Texas Republicans push for a referendum on secedng from US
Texas Republicans want to hold a referendum next year to decide whether or not the state should secede from the U.S., Daily Mail reports.
The party charges the state has taken its right to self-govern and calls for secession.
The demand was part of the party platform Republicans voted on at their state convention this weekend, where they also formally rejected President Joe Biden's election in 2020 as legitimate.
Under a section titled 'State Sovereignty,' the platform states: 'Pursuant to Article 1, Section 1, of the Texas Constitution, the federal government has impaired our right of local self-government. Therefore, federally mandated legislation that infringes upon the 10th Amendment rights of Texas should be ignored, opposed, refused, and nullified.
'Texas retains the right to secede from the United States, and the Texas Legislature should be called upon to pass a referendum consistent thereto.'
Texas has long pushed an independent movement, called 'Texit.'
After the area declared independence from Mexico in 1836, it was a sovereign state for nine years before it was annexed by the United States in 1845. There have been multiple secession movement since then.
Legally Texas cannot secede from the union. There has been a myth that it can because of the way it was annexed but the Congressional order of annexation merely stated Texas could - at a future date - divide itself into five states. It says nothing about leaving the union.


● Brief:
Copy, from the entries below, each line where the word "About" can be found.

● Supplied records:
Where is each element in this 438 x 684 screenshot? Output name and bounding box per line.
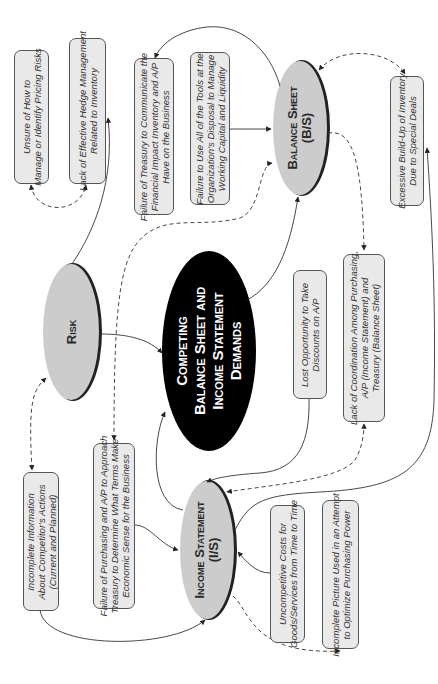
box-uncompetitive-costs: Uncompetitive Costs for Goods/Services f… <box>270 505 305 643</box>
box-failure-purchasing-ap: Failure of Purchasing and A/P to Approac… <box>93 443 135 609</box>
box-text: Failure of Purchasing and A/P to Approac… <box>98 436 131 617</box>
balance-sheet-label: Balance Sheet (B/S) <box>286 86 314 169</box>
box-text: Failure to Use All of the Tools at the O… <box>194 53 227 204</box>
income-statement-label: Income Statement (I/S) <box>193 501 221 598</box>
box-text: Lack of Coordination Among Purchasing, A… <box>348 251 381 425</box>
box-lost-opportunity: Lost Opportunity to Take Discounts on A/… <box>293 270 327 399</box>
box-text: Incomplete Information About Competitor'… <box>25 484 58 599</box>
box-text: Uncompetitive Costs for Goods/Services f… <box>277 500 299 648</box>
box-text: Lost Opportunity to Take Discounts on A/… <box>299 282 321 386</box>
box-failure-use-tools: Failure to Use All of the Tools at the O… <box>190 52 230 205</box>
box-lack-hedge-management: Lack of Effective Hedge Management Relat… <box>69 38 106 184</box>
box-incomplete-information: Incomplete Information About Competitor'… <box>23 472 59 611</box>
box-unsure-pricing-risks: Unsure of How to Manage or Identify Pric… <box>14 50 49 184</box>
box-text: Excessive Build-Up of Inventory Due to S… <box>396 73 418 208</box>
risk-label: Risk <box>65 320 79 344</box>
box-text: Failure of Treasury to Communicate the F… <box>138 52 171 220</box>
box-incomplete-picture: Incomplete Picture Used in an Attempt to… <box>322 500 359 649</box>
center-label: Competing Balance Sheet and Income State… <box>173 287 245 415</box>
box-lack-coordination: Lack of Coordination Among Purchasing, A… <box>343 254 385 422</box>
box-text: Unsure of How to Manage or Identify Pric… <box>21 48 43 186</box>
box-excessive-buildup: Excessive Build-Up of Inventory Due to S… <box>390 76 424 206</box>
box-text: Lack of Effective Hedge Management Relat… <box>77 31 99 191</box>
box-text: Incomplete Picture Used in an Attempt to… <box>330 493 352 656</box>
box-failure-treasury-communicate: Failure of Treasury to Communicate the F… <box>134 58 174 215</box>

* * *

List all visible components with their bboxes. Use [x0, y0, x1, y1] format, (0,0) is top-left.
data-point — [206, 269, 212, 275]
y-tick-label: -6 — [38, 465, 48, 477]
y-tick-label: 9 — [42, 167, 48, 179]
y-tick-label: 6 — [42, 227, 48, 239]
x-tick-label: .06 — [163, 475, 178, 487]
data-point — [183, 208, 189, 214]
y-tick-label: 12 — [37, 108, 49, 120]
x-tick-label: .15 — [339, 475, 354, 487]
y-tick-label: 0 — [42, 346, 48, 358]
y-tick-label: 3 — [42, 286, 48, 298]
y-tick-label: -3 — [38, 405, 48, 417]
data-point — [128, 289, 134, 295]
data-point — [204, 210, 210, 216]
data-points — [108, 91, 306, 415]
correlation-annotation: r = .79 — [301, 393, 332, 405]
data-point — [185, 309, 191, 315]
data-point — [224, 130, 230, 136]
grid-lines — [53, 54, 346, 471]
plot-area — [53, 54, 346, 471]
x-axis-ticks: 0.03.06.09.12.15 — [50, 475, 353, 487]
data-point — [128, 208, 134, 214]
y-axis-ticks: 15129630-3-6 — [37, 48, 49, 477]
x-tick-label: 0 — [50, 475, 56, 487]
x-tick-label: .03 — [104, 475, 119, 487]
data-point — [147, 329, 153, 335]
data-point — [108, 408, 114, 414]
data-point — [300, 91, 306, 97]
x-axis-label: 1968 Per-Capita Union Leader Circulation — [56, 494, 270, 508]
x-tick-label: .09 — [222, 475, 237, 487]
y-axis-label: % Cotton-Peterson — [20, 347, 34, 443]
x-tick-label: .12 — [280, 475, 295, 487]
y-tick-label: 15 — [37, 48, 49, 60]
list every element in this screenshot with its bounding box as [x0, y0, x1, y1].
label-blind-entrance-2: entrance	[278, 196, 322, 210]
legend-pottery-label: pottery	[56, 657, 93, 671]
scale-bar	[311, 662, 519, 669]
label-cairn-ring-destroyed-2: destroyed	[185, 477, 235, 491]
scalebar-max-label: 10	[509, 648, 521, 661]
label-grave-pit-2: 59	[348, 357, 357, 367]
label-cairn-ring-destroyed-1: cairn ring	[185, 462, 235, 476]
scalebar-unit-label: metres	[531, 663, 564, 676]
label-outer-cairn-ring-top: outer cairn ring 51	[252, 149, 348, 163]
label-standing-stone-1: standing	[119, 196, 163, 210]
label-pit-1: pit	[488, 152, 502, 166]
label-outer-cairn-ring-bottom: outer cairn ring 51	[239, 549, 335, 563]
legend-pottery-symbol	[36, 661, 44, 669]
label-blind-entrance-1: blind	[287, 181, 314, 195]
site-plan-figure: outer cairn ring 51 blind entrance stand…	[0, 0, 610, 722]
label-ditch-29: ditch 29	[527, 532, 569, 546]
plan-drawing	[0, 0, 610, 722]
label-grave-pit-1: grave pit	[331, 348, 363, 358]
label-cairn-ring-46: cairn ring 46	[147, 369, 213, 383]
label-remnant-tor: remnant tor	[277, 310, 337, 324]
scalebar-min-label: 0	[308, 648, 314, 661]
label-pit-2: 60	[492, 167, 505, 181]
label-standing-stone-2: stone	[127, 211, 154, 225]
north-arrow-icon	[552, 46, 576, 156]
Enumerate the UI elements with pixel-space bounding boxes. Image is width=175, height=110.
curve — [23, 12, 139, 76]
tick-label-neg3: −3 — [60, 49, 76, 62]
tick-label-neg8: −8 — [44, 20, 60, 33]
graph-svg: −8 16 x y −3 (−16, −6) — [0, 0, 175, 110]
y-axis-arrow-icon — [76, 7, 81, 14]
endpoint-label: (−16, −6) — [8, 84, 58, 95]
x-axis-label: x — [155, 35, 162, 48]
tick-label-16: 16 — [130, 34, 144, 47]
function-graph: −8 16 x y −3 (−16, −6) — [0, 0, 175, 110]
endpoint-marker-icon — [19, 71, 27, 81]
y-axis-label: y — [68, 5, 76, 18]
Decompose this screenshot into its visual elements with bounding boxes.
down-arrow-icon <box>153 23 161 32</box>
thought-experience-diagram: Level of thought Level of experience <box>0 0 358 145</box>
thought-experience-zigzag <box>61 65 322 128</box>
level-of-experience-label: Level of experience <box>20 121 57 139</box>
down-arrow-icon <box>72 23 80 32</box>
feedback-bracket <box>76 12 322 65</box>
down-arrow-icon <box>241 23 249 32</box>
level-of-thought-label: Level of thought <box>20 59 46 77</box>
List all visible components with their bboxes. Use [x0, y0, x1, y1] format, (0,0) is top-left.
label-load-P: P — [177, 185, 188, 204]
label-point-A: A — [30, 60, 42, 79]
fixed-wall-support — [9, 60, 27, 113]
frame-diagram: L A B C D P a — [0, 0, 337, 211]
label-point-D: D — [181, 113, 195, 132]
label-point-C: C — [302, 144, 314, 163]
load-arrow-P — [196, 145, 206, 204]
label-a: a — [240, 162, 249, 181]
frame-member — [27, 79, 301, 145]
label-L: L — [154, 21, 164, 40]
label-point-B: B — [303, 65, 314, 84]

● Exercise result:
box-text: Incomplete Information About Competitor'… <box>25 484 58 599</box>
box-incomplete-information: Incomplete Information About Competitor'… <box>23 472 59 611</box>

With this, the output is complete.